Compute infrastructure is undergoing a massive transformation. With the explosion in cloud-based computation in the past two decades, a few critical limitations of cloud computing are coming to the fore. Data latency, the need for persistent connectivity, and the cost of high-volume data transmission make cloud computing infeasible for edge applications.

Applications at the edge are proliferating rapidly. Monitoring and tracking of assets, people, and processes span industries and verticals. Similarly, imaging infrastructure’s safety and security is also a significant use case as businesses seek to automate expensive and error-prone human security processes. Marketing stakeholders utilize the edge to engage customers in new ways and understand their buying behavior more intimately. Industrial businesses apply edge computing to drive factory automation and improve personnel productivity. As companies look to the future, AI-based optimization is a crucial application, with edge infrastructure playing a pivotal role in algorithm inferencing. All these applications need enough compute power at the edge to succeed.

The limitations of cloud-based computing are increasingly relevant as business and user value shift more towards the edge of the network. Edge computing overcomes these challenges by bringing computing power right to the edge and facilitating data collection, analysis, and real-time insights. IoT devices, camera infrastructure, industrial process control devices, and retail store applications are just a few examples of a broad landscape of edge functionality expected to unlock new business opportunities and revenue models.

Edge Environments Influence Infrastructure Choices

In considering infrastructure for the edge, it is important to recognize that the edge is not a homogenous environment. For example, it would be sub-optimal to use the same edge infrastructure in retail banking and in-process plants as the two environments are very different. Retail banks have temperature-controlled dedicated spaces to house their IT infrastructure, while industrial settings are often corrosive with little temperature control. Some edge nodes operate off a battery in other settings, as wired power is cost-prohibitive, while others do not have persistent connectivity. Edge infrastructure can be indoors in a controlled environment or outdoors exposed to the elements depending on the application. Stakeholders need to account for their environment, the specific application, and the compute required to make cost-effective choices.

Many infrastructure options are available to decision makers. Ruggedized servers, GPU accelerators for AI, storage devices, and varying combinations of computing options are all possibilities. Deployment teams can now protect the edge infrastructure from environmental factors and ensure that the necessary compute power is available for their application in a form factor that suits the space constraints typical of network edge locations.

Arrow and Dell Technologies OEM Solutions have compiled a comprehensive approach to edge infrastructure selection, including a full accounting of the various edge environments, typical edge use cases, and infrastructure considerations. Download the ‘Resilience at the Edge’ eBook to learn about edge solutions for your application.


## Goal of the exercise
Restate the listing below exactly, images excluded.
** Opening Record excerpts block **
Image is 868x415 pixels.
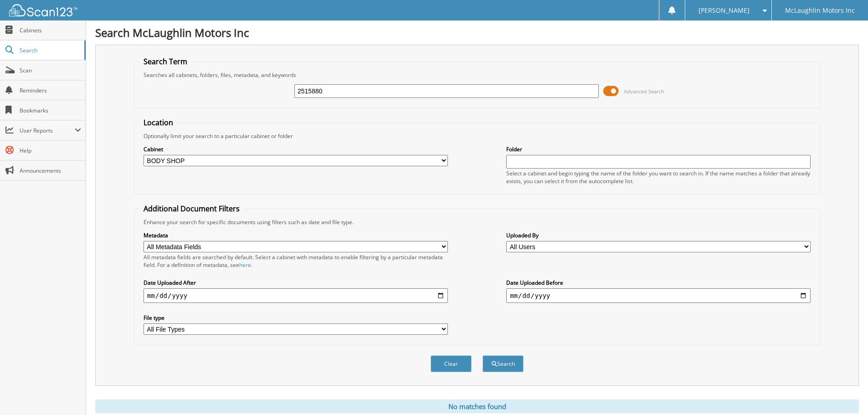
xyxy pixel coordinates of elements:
[431,356,472,373] button: Clear
[823,372,868,415] iframe: Chat Widget
[20,127,75,134] span: User Reports
[20,106,81,114] span: Bookmarks
[96,400,859,414] div: No matches found
[20,87,81,95] span: Reminders
[506,170,811,185] div: Select a cabinet and begin typing the name of the folder you want to search in. If the name match...
[139,204,244,214] legend: Additional Document Filters
[139,71,816,79] div: Searches all cabinets, folders, files, metadata, and keywords
[9,4,78,17] img: scan123-logo-white.svg
[139,132,816,140] div: Optionally limit your search to a particular cabinet or folder
[785,8,855,13] span: McLaughlin Motors Inc
[506,232,811,240] label: Uploaded By
[144,314,448,322] label: File type
[20,67,81,74] span: Scan
[144,232,448,240] label: Metadata
[139,117,177,128] legend: Location
[624,88,665,95] span: Advanced Search
[506,279,811,287] label: Date Uploaded Before
[144,146,448,153] label: Cabinet
[144,289,448,304] input: start
[506,289,811,304] input: end
[144,279,448,287] label: Date Uploaded After
[139,219,816,226] div: Enhance your search for specific documents using filters such as date and file type.
[20,46,80,54] span: Search
[144,253,448,269] div: All metadata fields are searched by default. Select a cabinet with metadata to enable filtering b...
[96,25,859,40] h1: Search McLaughlin Motors Inc
[20,167,81,174] span: Announcements
[20,147,81,155] span: Help
[506,146,811,153] label: Folder
[20,27,81,35] span: Cabinets
[139,56,192,67] legend: Search Term
[699,8,750,13] span: [PERSON_NAME]
[483,356,524,373] button: Search
[239,261,251,269] a: here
** Closing Record excerpts block **
## Answer area
Image is 868x415 pixels.
xyxy pixel coordinates of elements:
[431,356,472,373] button: Clear
[823,372,868,415] iframe: Chat Widget
[20,127,75,134] span: User Reports
[20,106,81,114] span: Bookmarks
[96,400,859,414] div: No matches found
[20,87,81,95] span: Reminders
[506,170,811,185] div: Select a cabinet and begin typing the name of the folder you want to search in. If the name match...
[139,204,244,214] legend: Additional Document Filters
[139,71,816,79] div: Searches all cabinets, folders, files, metadata, and keywords
[9,4,78,17] img: scan123-logo-white.svg
[139,132,816,140] div: Optionally limit your search to a particular cabinet or folder
[785,8,855,13] span: McLaughlin Motors Inc
[506,232,811,240] label: Uploaded By
[144,314,448,322] label: File type
[20,67,81,74] span: Scan
[144,232,448,240] label: Metadata
[139,117,177,128] legend: Location
[624,88,665,95] span: Advanced Search
[506,279,811,287] label: Date Uploaded Before
[144,146,448,153] label: Cabinet
[144,289,448,304] input: start
[506,289,811,304] input: end
[144,279,448,287] label: Date Uploaded After
[139,219,816,226] div: Enhance your search for specific documents using filters such as date and file type.
[20,46,80,54] span: Search
[144,253,448,269] div: All metadata fields are searched by default. Select a cabinet with metadata to enable filtering b...
[96,25,859,40] h1: Search McLaughlin Motors Inc
[20,167,81,174] span: Announcements
[20,147,81,155] span: Help
[506,146,811,153] label: Folder
[20,27,81,35] span: Cabinets
[139,56,192,67] legend: Search Term
[699,8,750,13] span: [PERSON_NAME]
[483,356,524,373] button: Search
[239,261,251,269] a: here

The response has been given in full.